Pogroms and massacres: Israeli State ratchets up the oppression of Palestinians

Editorial from the latest issues of The Socialist 

On 26 February, an estimated 400 Israeli colonial settlers launched a brutal raid on the town of Huwara, in the Occupied West Bank. Armed with guns, clubs, iron chains and fuel containers, they mounted an attempted pogrom on its Palestinian residents with cars and homes being torched. 

At best the Israeli “Defence” Force (IDF) turned a blind eye to this action. In the aftermath of the attack, chair of the National Security Commission Zvi Fogel went on IDF radio praising this pogrom saying he was “pleased with [this] deterrence”. Fogel is a member of the far-right Jewish Power and a key coalition partner of Benjamin Netanyahu, Israel’s Prime Minister.

Record death toll

The Israeli army and settlers have killed 61 Palestinians so far this year. In the week running up to the attack, the IDF launched a raid on the Palestinian town of Nablus, in the Occupied West Bank murdering 11 Palestinians, including three elderly people and a minor. This is the second such attack in 2023, the first being the massacre in the Jenin refugee camp. 

This attack was met with a general strike in the Occupied West Bank, along with mass protests. This resulted in the shutting down of shops, transport, the communication sector, schools, universities, banks and exchange offices. The teachers’ union called on workers to join the strike and called for “marches and rage on every street and in every neighbourhood to protest the death of the martyrs…”

This same union had been on strike in the preceding three weeks demanding union recognition and higher wages from the Palestinian Authority (PA). The PA is a corrupt and collaborationist regime installed by the Israeli State to do its dirty work of keeping down Palestinian resistance to Israeli occupation and expanding settlements.

A new generation 

The recent strikes and protests, along with those that took place in May 2021 (when the Israeli State launched another murderous assault on Gaza), show that a new generation of Palestinians is willing to engage in mass resistance to Israeli rule. Socialist Struggle Movement (SSM, our sister organisation in Palestine-Israel) advocates that such a struggle should be organised through democratic councils of struggle from below. It should also be based on organised and armed self-defence to resist the terror of the IDF and settlers.

The recent round of bloodletting by the Netanyahu government happened against the backdrop of an unprecedented protest movement within Israel itself, against plans to centralise power in the hands of his government at the expense of the Israeli’s State Supreme Court. This court has never defended the interests of the Palestinian people, or ordinary Israelis for that matter.

However, the new government, made up of various ultra-orthodox and ultra-nationalist parties, sees it as a barrier to pushing through its policies such as attacking LGBTQ rights, and those of refugees and the further annexation of Palestinian land. The judicial “reform” is seen as an attack on democratic rights. 

Mass protests 

Hundreds of thousands have participated in the protests and have faced repression from Israel’s police force. Different sections of workers have taken initiatives, including medical personnel, social workers, teachers, and others, and in doing so have bypassed their union leaderships. Pride flags and feminist placards appeared on the protests expressing revulsion at the far right. A minority of Palestinians participated, including left activists in Haifa. In the solidarity protests following Huwara, a fresh section from the movement attended, and in Tel Aviv protesters shouted “where have you been during Huwara?” at the police. 

The protests are currently led by the leaders of Israel’s capitalist (supposedly liberal) opposition, who themselves are complicit in the oppression of Palestinians and furthering settlements and the occupation. SSM has argued that this movement needs to be independent of the capitalist forces and must take up demands opposing the occupation and for the rights of Palestinians generally. 

The widespread waving of Israeli flags, intended as a reply to Netanyahu’s attempts to delegitimise the movement, not only represents a mistaken form of national unity with tycoons but also to an extent a denial of Palestinians’ national rights. The working class and oppressed within Israeli society, however, have no vested interest in maintaining Palestinians’ oppression and should break with the Israeli ruling classes’ Zionist chauvinism.

This could be the basis to overthrow the rule of the Israeli capitalist regime, and their underlings in the PA. A mass revolutionary struggle for Palestinian national liberation and socialism could win over the Israeli working class to this struggle, and a democratic and just solution could be achieved where the rights of both nationalities could be upheld. On this basis an independent socialist Palestine, with East Jerusalem as its capital, alongside a democratic socialist Israel, with free and open borders and the rights of minorities guaranteed, could come into existence.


-- Exercise prompt --
Since the copy must match the original, write out each record word for word, skipping only the pictures.
##### Working data #####
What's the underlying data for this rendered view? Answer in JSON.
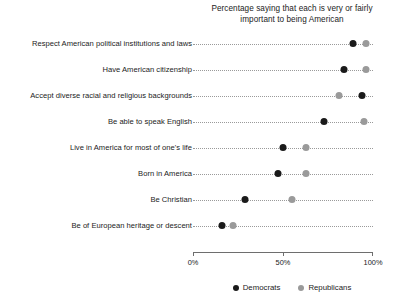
{
  "chart_data": {
    "type": "scatter",
    "title": "Percentage saying that each is very or fairly important to being American",
    "title_line1": "Percentage saying that each is very or fairly",
    "title_line2": "important to being American",
    "xlabel": "",
    "ylabel": "",
    "xlim": [
      0,
      100
    ],
    "grid": false,
    "legend_position": "bottom",
    "xticks": [
      0,
      50,
      100
    ],
    "xtick_labels": [
      "0%",
      "50%",
      "100%"
    ],
    "categories": [
      "Respect American political institutions and laws",
      "Have American citizenship",
      "Accept diverse racial and religious backgrounds",
      "Be able to speak English",
      "Live in America for most of one's life",
      "Born in America",
      "Be Christian",
      "Be of European heritage or descent"
    ],
    "series": [
      {
        "name": "Democrats",
        "color": "#1a1a1a",
        "values": [
          89,
          84,
          94,
          73,
          50,
          47,
          29,
          16
        ]
      },
      {
        "name": "Republicans",
        "color": "#9a9a9a",
        "values": [
          96,
          96,
          81,
          95,
          63,
          63,
          55,
          22
        ]
      }
    ]
  }
}
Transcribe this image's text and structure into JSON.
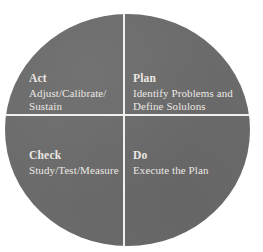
{
  "figure": {
    "name": "pdca-cycle-diagram",
    "shape": "circle",
    "circle_color": "#6b6b6b",
    "divider_color": "#f2f0ec",
    "text_color": "#ebe8e3",
    "background_color": "#ffffff"
  },
  "quadrants": [
    {
      "id": "act",
      "position": "top-left",
      "title": "Act",
      "lines": [
        "Adjust/Calibrate/",
        "Sustain"
      ]
    },
    {
      "id": "plan",
      "position": "top-right",
      "title": "Plan",
      "lines": [
        "Identify Problems and",
        "Define Solulons"
      ]
    },
    {
      "id": "check",
      "position": "bottom-left",
      "title": "Check",
      "lines": [
        "Study/Test/Measure"
      ]
    },
    {
      "id": "do",
      "position": "bottom-right",
      "title": "Do",
      "lines": [
        "Execute the Plan"
      ]
    }
  ]
}
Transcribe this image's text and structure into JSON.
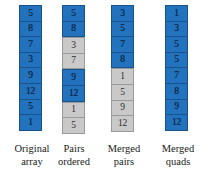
{
  "figure": {
    "colors": {
      "blue_fill": "#2272bd",
      "blue_border": "#17538e",
      "gray_fill": "#c9c9c9",
      "gray_border": "#9a9a9a",
      "text_dark": "#1a1a1a",
      "background": "#ffffff"
    },
    "columns": [
      {
        "label_line1": "Original",
        "label_line2": "array",
        "cells": [
          {
            "value": "5",
            "color": "blue"
          },
          {
            "value": "8",
            "color": "blue"
          },
          {
            "value": "7",
            "color": "blue"
          },
          {
            "value": "3",
            "color": "blue"
          },
          {
            "value": "9",
            "color": "blue"
          },
          {
            "value": "12",
            "color": "blue"
          },
          {
            "value": "5",
            "color": "blue"
          },
          {
            "value": "1",
            "color": "blue"
          }
        ]
      },
      {
        "label_line1": "Pairs",
        "label_line2": "ordered",
        "cells": [
          {
            "value": "5",
            "color": "blue"
          },
          {
            "value": "8",
            "color": "blue"
          },
          {
            "value": "3",
            "color": "gray"
          },
          {
            "value": "7",
            "color": "gray"
          },
          {
            "value": "9",
            "color": "blue"
          },
          {
            "value": "12",
            "color": "blue"
          },
          {
            "value": "1",
            "color": "gray"
          },
          {
            "value": "5",
            "color": "gray"
          }
        ]
      },
      {
        "label_line1": "Merged",
        "label_line2": "pairs",
        "cells": [
          {
            "value": "3",
            "color": "blue"
          },
          {
            "value": "5",
            "color": "blue"
          },
          {
            "value": "7",
            "color": "blue"
          },
          {
            "value": "8",
            "color": "blue"
          },
          {
            "value": "1",
            "color": "gray"
          },
          {
            "value": "5",
            "color": "gray"
          },
          {
            "value": "9",
            "color": "gray"
          },
          {
            "value": "12",
            "color": "gray"
          }
        ]
      },
      {
        "label_line1": "Merged",
        "label_line2": "quads",
        "cells": [
          {
            "value": "1",
            "color": "blue"
          },
          {
            "value": "3",
            "color": "blue"
          },
          {
            "value": "5",
            "color": "blue"
          },
          {
            "value": "5",
            "color": "blue"
          },
          {
            "value": "7",
            "color": "blue"
          },
          {
            "value": "8",
            "color": "blue"
          },
          {
            "value": "9",
            "color": "blue"
          },
          {
            "value": "12",
            "color": "blue"
          }
        ]
      }
    ]
  }
}
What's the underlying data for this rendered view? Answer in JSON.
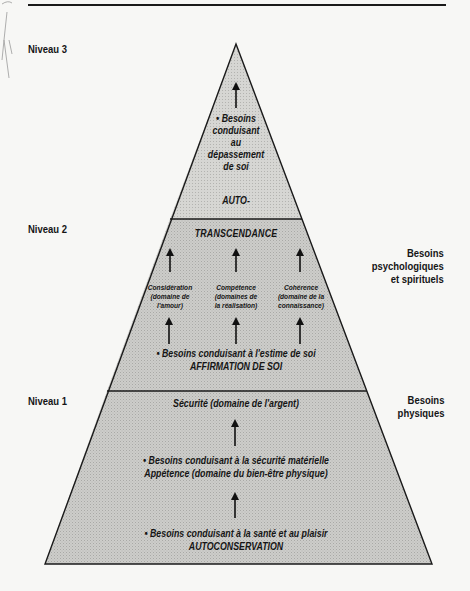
{
  "diagram": {
    "type": "pyramid",
    "colors": {
      "fill": "#c9c9c6",
      "fill_top": "#d2d2cf",
      "stroke": "#1a1a1a",
      "background": "#f7f7f5"
    },
    "left_labels": {
      "niveau3": "Niveau 3",
      "niveau2": "Niveau 2",
      "niveau1": "Niveau 1"
    },
    "right_labels": {
      "psycho": [
        "Besoins",
        "psychologiques",
        "et spirituels"
      ],
      "physiques": [
        "Besoins",
        "physiques"
      ]
    },
    "level3": {
      "bullet": "•",
      "lines": [
        "• Besoins",
        "conduisant",
        "au",
        "dépassement",
        "de soi"
      ],
      "footer": "AUTO-"
    },
    "level2": {
      "title": "TRANSCENDANCE",
      "columns": [
        {
          "lines": [
            "Considération",
            "(domaine de",
            "l'amour)"
          ]
        },
        {
          "lines": [
            "Compétence",
            "(domaines de",
            "la réalisation)"
          ]
        },
        {
          "lines": [
            "Cohérence",
            "(domaine de la",
            "connaissance)"
          ]
        }
      ],
      "need": "• Besoins conduisant à l'estime de soi",
      "name": "AFFIRMATION DE SOI"
    },
    "level1": {
      "title": "Sécurité (domaine de l'argent)",
      "need1": "• Besoins conduisant à la sécurité matérielle",
      "need1_sub": "Appétence (domaine du bien-être physique)",
      "need2": "• Besoins conduisant à la santé et au plaisir",
      "name": "AUTOCONSERVATION"
    }
  }
}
#####
-- Written response --
What's the underlying data for this rendered view? Answer in JSON.
{
  "chart_data": {
    "type": "scatter",
    "title": "Percentage saying that each is very or fairly important to being American",
    "title_line1": "Percentage saying that each is very or fairly",
    "title_line2": "important to being American",
    "xlabel": "",
    "ylabel": "",
    "xlim": [
      0,
      100
    ],
    "grid": false,
    "legend_position": "bottom",
    "xticks": [
      0,
      50,
      100
    ],
    "xtick_labels": [
      "0%",
      "50%",
      "100%"
    ],
    "categories": [
      "Respect American political institutions and laws",
      "Have American citizenship",
      "Accept diverse racial and religious backgrounds",
      "Be able to speak English",
      "Live in America for most of one's life",
      "Born in America",
      "Be Christian",
      "Be of European heritage or descent"
    ],
    "series": [
      {
        "name": "Democrats",
        "color": "#1a1a1a",
        "values": [
          89,
          84,
          94,
          73,
          50,
          47,
          29,
          16
        ]
      },
      {
        "name": "Republicans",
        "color": "#9a9a9a",
        "values": [
          96,
          96,
          81,
          95,
          63,
          63,
          55,
          22
        ]
      }
    ]
  }
}
Transcribe this image's text and structure into JSON.
{
  "figure": {
    "name": "pdca-cycle-diagram",
    "shape": "circle",
    "circle_color": "#6b6b6b",
    "divider_color": "#f2f0ec",
    "text_color": "#ebe8e3",
    "background_color": "#ffffff"
  },
  "quadrants": [
    {
      "id": "act",
      "position": "top-left",
      "title": "Act",
      "lines": [
        "Adjust/Calibrate/",
        "Sustain"
      ]
    },
    {
      "id": "plan",
      "position": "top-right",
      "title": "Plan",
      "lines": [
        "Identify Problems and",
        "Define Solulons"
      ]
    },
    {
      "id": "check",
      "position": "bottom-left",
      "title": "Check",
      "lines": [
        "Study/Test/Measure"
      ]
    },
    {
      "id": "do",
      "position": "bottom-right",
      "title": "Do",
      "lines": [
        "Execute the Plan"
      ]
    }
  ]
}
Transcribe this image's text and structure into JSON.
{
  "figure": {
    "colors": {
      "blue_fill": "#2272bd",
      "blue_border": "#17538e",
      "gray_fill": "#c9c9c9",
      "gray_border": "#9a9a9a",
      "text_dark": "#1a1a1a",
      "background": "#ffffff"
    },
    "columns": [
      {
        "label_line1": "Original",
        "label_line2": "array",
        "cells": [
          {
            "value": "5",
            "color": "blue"
          },
          {
            "value": "8",
            "color": "blue"
          },
          {
            "value": "7",
            "color": "blue"
          },
          {
            "value": "3",
            "color": "blue"
          },
          {
            "value": "9",
            "color": "blue"
          },
          {
            "value": "12",
            "color": "blue"
          },
          {
            "value": "5",
            "color": "blue"
          },
          {
            "value": "1",
            "color": "blue"
          }
        ]
      },
      {
        "label_line1": "Pairs",
        "label_line2": "ordered",
        "cells": [
          {
            "value": "5",
            "color": "blue"
          },
          {
            "value": "8",
            "color": "blue"
          },
          {
            "value": "3",
            "color": "gray"
          },
          {
            "value": "7",
            "color": "gray"
          },
          {
            "value": "9",
            "color": "blue"
          },
          {
            "value": "12",
            "color": "blue"
          },
          {
            "value": "1",
            "color": "gray"
          },
          {
            "value": "5",
            "color": "gray"
          }
        ]
      },
      {
        "label_line1": "Merged",
        "label_line2": "pairs",
        "cells": [
          {
            "value": "3",
            "color": "blue"
          },
          {
            "value": "5",
            "color": "blue"
          },
          {
            "value": "7",
            "color": "blue"
          },
          {
            "value": "8",
            "color": "blue"
          },
          {
            "value": "1",
            "color": "gray"
          },
          {
            "value": "5",
            "color": "gray"
          },
          {
            "value": "9",
            "color": "gray"
          },
          {
            "value": "12",
            "color": "gray"
          }
        ]
      },
      {
        "label_line1": "Merged",
        "label_line2": "quads",
        "cells": [
          {
            "value": "1",
            "color": "blue"
          },
          {
            "value": "3",
            "color": "blue"
          },
          {
            "value": "5",
            "color": "blue"
          },
          {
            "value": "5",
            "color": "blue"
          },
          {
            "value": "7",
            "color": "blue"
          },
          {
            "value": "8",
            "color": "blue"
          },
          {
            "value": "9",
            "color": "blue"
          },
          {
            "value": "12",
            "color": "blue"
          }
        ]
      }
    ]
  }
}
What's the underlying data for this rendered view? Answer in JSON.
{
  "diagram": {
    "type": "pyramid",
    "colors": {
      "fill": "#c9c9c6",
      "fill_top": "#d2d2cf",
      "stroke": "#1a1a1a",
      "background": "#f7f7f5"
    },
    "left_labels": {
      "niveau3": "Niveau 3",
      "niveau2": "Niveau 2",
      "niveau1": "Niveau 1"
    },
    "right_labels": {
      "psycho": [
        "Besoins",
        "psychologiques",
        "et spirituels"
      ],
      "physiques": [
        "Besoins",
        "physiques"
      ]
    },
    "level3": {
      "bullet": "•",
      "lines": [
        "• Besoins",
        "conduisant",
        "au",
        "dépassement",
        "de soi"
      ],
      "footer": "AUTO-"
    },
    "level2": {
      "title": "TRANSCENDANCE",
      "columns": [
        {
          "lines": [
            "Considération",
            "(domaine de",
            "l'amour)"
          ]
        },
        {
          "lines": [
            "Compétence",
            "(domaines de",
            "la réalisation)"
          ]
        },
        {
          "lines": [
            "Cohérence",
            "(domaine de la",
            "connaissance)"
          ]
        }
      ],
      "need": "• Besoins conduisant à l'estime de soi",
      "name": "AFFIRMATION DE SOI"
    },
    "level1": {
      "title": "Sécurité (domaine de l'argent)",
      "need1": "• Besoins conduisant à la sécurité matérielle",
      "need1_sub": "Appétence (domaine du bien-être physique)",
      "need2": "• Besoins conduisant à la santé et au plaisir",
      "name": "AUTOCONSERVATION"
    }
  }
}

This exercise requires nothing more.